REVIEW: The Speed Handbook

REVIEW: The Speed Handbook

COVER PHOTO | JO-ANN McEWAN

The author of this book is a university English Professor. Reading it is a lot like being at university. You start all bright-eyed and keen, flying through the introduction and first chapters on speed theory and half of the next one (which deals with the incitement to speed), lose your way a little in the middle bits covering the experience of speed and visuality, then make a dash for the finish and practically inhale the crash culture chapter and the charmingly named epilogue: overdrive, to be left only with a heady mix of accomplishment and the urge to read some Ballard.

It isn’t a light read. It makes no reference to The Fast and the Furious series. What The Speed Handbook does, however, is run through countless brilliant works of art and literature (with a focus on high culture) from the nineteenth century to modern-day. It traverses the uptake of increasingly available transport options while explaining the changing cultural dynamics, from the early production of the motorcar to widespread use, alongside phrases like “the instrumental relation between human user and seeing machine” and “a sustained grandiloquence of literary flourishes”. The pace of the tome seems to slow early on as it discusses the ‘modern horror’ of slowness, citing the plodding steamer in Heart of Darkness and the new, frustrated energy of traffic jams.

Although early speed limits on public roads in Britain under the 1865 Red Flag Act were only four miles an hour, which increased to fourteen miles an hour by the Locomotive and Highways Act of 1896, even these allowances (paltry by today’s standards) could provide early road users with the sensation of speed; one most intoxicating when experienced above normal comfort levels (and forever requiring increased speeds to feel the same rush). For the cautious thrill seeker, rollercoasters (in existence from seemingly too early year of 1886) don’t allow driving but offer speed as physical thrill sensation, controlled and regulated, and with little threat of real danger.

When the citizen, through driving, is granted the possibility of some such experience, in a world where pleasure is more and more removed from experience and repackaged to be sold back to the consumer as simulation, and where the incitement strategies of look-but-don’t-touch are increasingly present, the authenticity of fast driving as a real experience is fully guaranteed when the gambling prize becomes one’s own death or a licence to kill.

Pleasure, danger, corruption of innocence, ‘modernism’, violence, and changes in the notion of space and time are all here. The use of motor vehicle as a means to improve efficiency is given a mention. Even the tragedy of Lady Di is covered in the first few pages. It shouldn’t warrant mentioning, but it’s a nice touch that all reference to the driver is from a female perspective. If you can make it past the chapter on abstraction of space and non-place (unless this floats your boat, of course), the rest is well worth your time.

Good job, Enda Duffy. Four stars. Available here.

PHOTO | JACQUES HENRI LARTIGUE Grand Prix d’Antibes Mai 1929 (detail)

PHOTO | JACQUES HENRI LARTIGUE Grand Prix d’Antibes Mai 1929 (detail)

Jo is a buxom redhead looking for adventure. She loves her motor children equally, and if you ask really nicely, she might let you take them for a spin. Easily distractible, but also easily obsessed, she is our Editor-in-Chief, resident proof-reader, and zany ideas lady. Caffeine is her fuel of choice.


About this task:
State only the number of lines below where the word "guard" is found.

[Dataset listings of figures]
* * *

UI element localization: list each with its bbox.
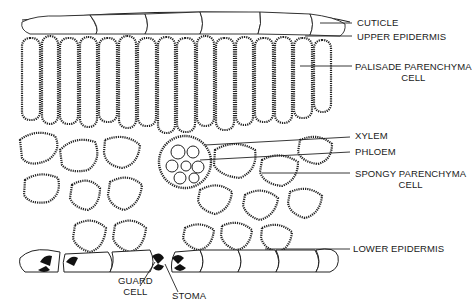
- palisade-label-line1: PALISADE PARENCHYMA: [355, 61, 472, 72]
- cuticle-label: CUTICLE: [357, 17, 398, 28]
- phloem-label: PHLOEM: [355, 146, 396, 157]
- spongy-label-line2: CELL: [355, 179, 466, 190]
- guard-label-line2: CELL: [118, 286, 153, 297]
- guard-label-line1: GUARD: [118, 275, 153, 286]
- vascular-bundle: [159, 136, 211, 188]
- palisade-label-line2: CELL: [355, 72, 472, 83]
- spongy-parenchyma-cell-label: SPONGY PARENCHYMA CELL: [355, 168, 466, 190]
- spongy-label-line1: SPONGY PARENCHYMA: [355, 168, 466, 179]
- guard-cell-label: GUARD CELL: [118, 275, 153, 297]
- lower-epidermis-label: LOWER EPIDERMIS: [353, 243, 444, 254]
- leaf-cross-section-diagram: [0, 0, 474, 307]
- palisade-parenchyma-layer: [22, 36, 331, 133]
- palisade-parenchyma-cell-label: PALISADE PARENCHYMA CELL: [355, 61, 472, 83]
- stoma-label: STOMA: [172, 290, 206, 301]
- upper-epidermis-layer: [22, 12, 350, 36]
- upper-epidermis-label: UPPER EPIDERMIS: [357, 31, 446, 42]
- xylem-label: XYLEM: [355, 130, 388, 141]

* * *

Answer section:
3